I guess that
this battle is going to be one of those never ending battles that will rival
the 100 year war before it is over. It
is an interesting “rum war” with so many different tactics that continue to
keep both sides in the press almost weekly.
It's a fight
over ownership, heritage, revolution and rum.
It's a dispute that has lasted for decades over who is a
"real" Cuban, and pits US rum powerhouse Bacardi against French
spirits giant Pernod Ricard and its association with the Castro regime to
produce Havana Club, the best known Cuban brand. It involves court battles over trademarks,
legislation in the US Congress, and deep feelings of nostalgia and loss.
Bacardi has
launched an all-out marketing offensive to stake its claim to the US market for
its version of Havana Club, made with the original recipe purchased in 1994
from the brand's founders, the Arechebala family.
But Pernod
Ricard insists its Havana Club is the authentic version since it is distilled
in Cuba with 100 percent Cuban ingredients.
"Pernod Ricard joined forces with the government in order to get
profits from that stolen property," Bacardi brand executive Roberto
Ramirez told AFP. The Castro
government's Cuba Ron SA swooped in and registered the name with US
authorities, but because of the US trade embargo against the island nation
could not sell Havana Club to the key American market.
Bacardi began selling its Havana Club in 1995, produced
in Puerto Rico and sold in the US market with the slogan: "Forced from
home. Aged in Exile. Forever Cuban."
The Arechebala and Bacardi families were forced from home in the
aftermath of Castro's revolution and had all their assets seized, including
their rum-making factories. While
Bacardi had already established distilleries offshore, including in Puerto
Rico, the Arechebalas, who had been making Havana Club since 1934, and
distilling rum for decades before that, did not have the resources to start
over, so their US trademark lapsed in 1974.
Since 1993, the Cuban company has been co-owned with
Pernod Ricard, the world's number two spirits maker, which sued Bacardi for
using the trademark. The firm dismisses
the Puerto Rican version as an upstart and says Bacardi is misleading consumers
with "false claims" they are the original Havana Club.
“Don't tell us we're not Cuban”. Bacardi has hit back hard, defending its
Cuban roots and its authentic recipe. It also has the support of legislators
from Florida who proposed a new law to ban the US from recognizing trademarks
stolen by the Castro government. In
January, the rum maker released a campaign featuring a Cuban-American walking
through Miami's little Havana -- or real Havana? -- reciting a poem about home. "Forced to leave home, but home never
leaves us. Wherever exile takes us... We walk carrying the musica of our island
and the amber rum born from it," the poem says.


What this task involves: Write the listing below out again word for word, without a single picture.
Records supplied: Begin
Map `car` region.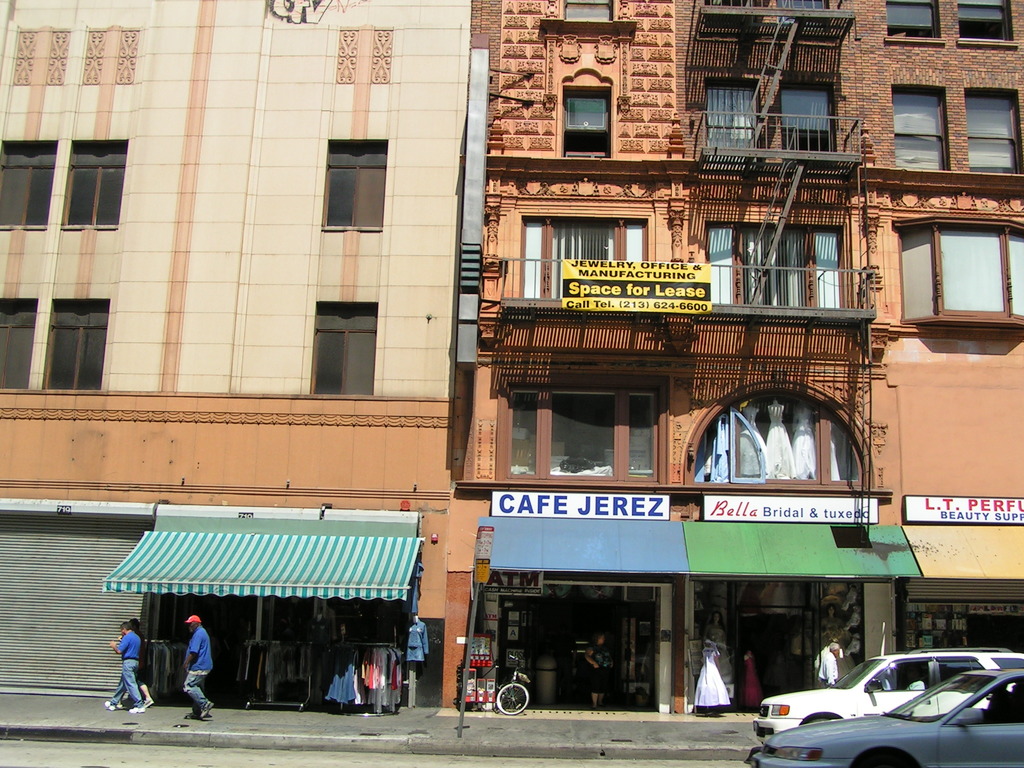
Mapped to bbox=[744, 639, 1023, 740].
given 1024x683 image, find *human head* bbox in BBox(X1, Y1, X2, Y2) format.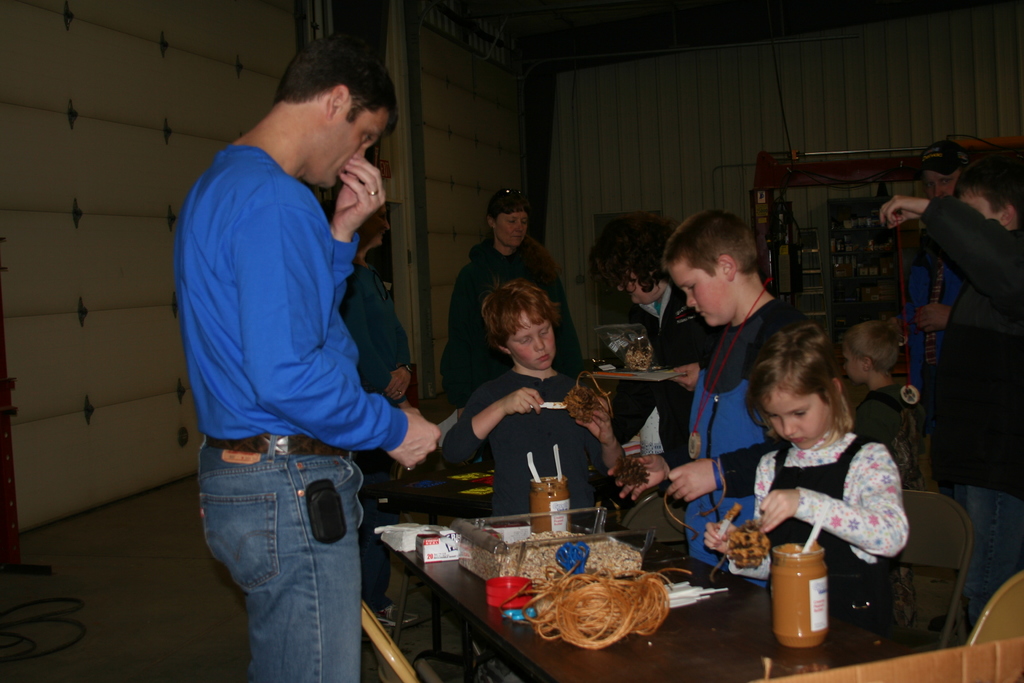
BBox(954, 153, 1023, 229).
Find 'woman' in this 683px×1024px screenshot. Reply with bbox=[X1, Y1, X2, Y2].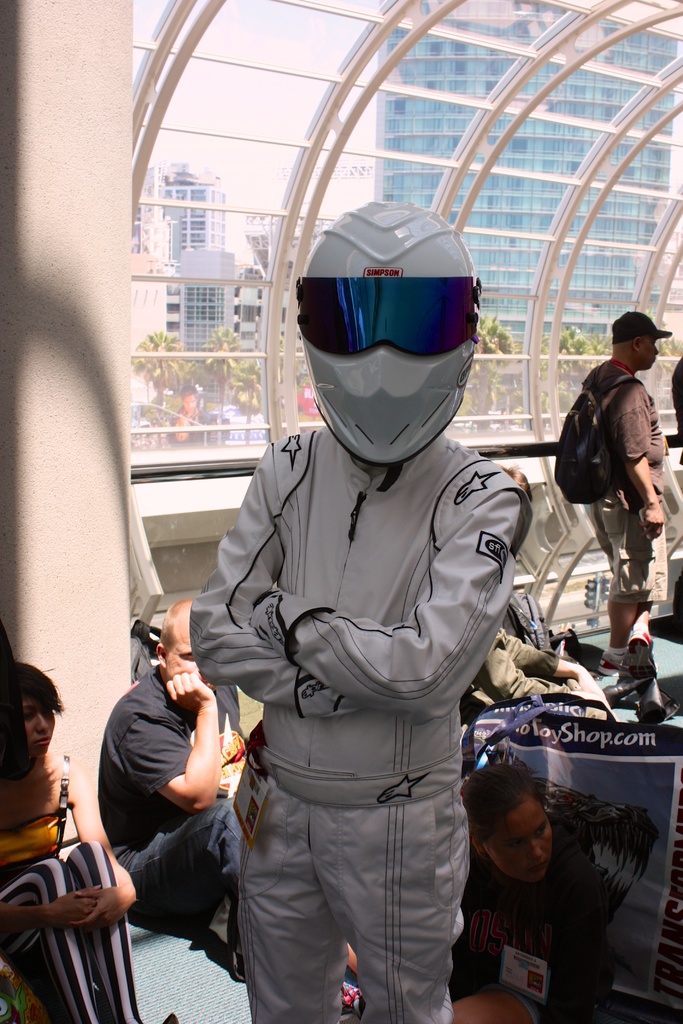
bbox=[441, 760, 594, 1023].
Records supplied: End
Problem solution:
Map `car` region.
Mapped to bbox=[744, 639, 1023, 740].
given 1024x683 image, find *human head* bbox in BBox(X1, Y1, X2, Y2) format.
BBox(954, 153, 1023, 229).
Find 'woman' in this 683px×1024px screenshot. Reply with bbox=[X1, Y1, X2, Y2].
bbox=[441, 760, 594, 1023].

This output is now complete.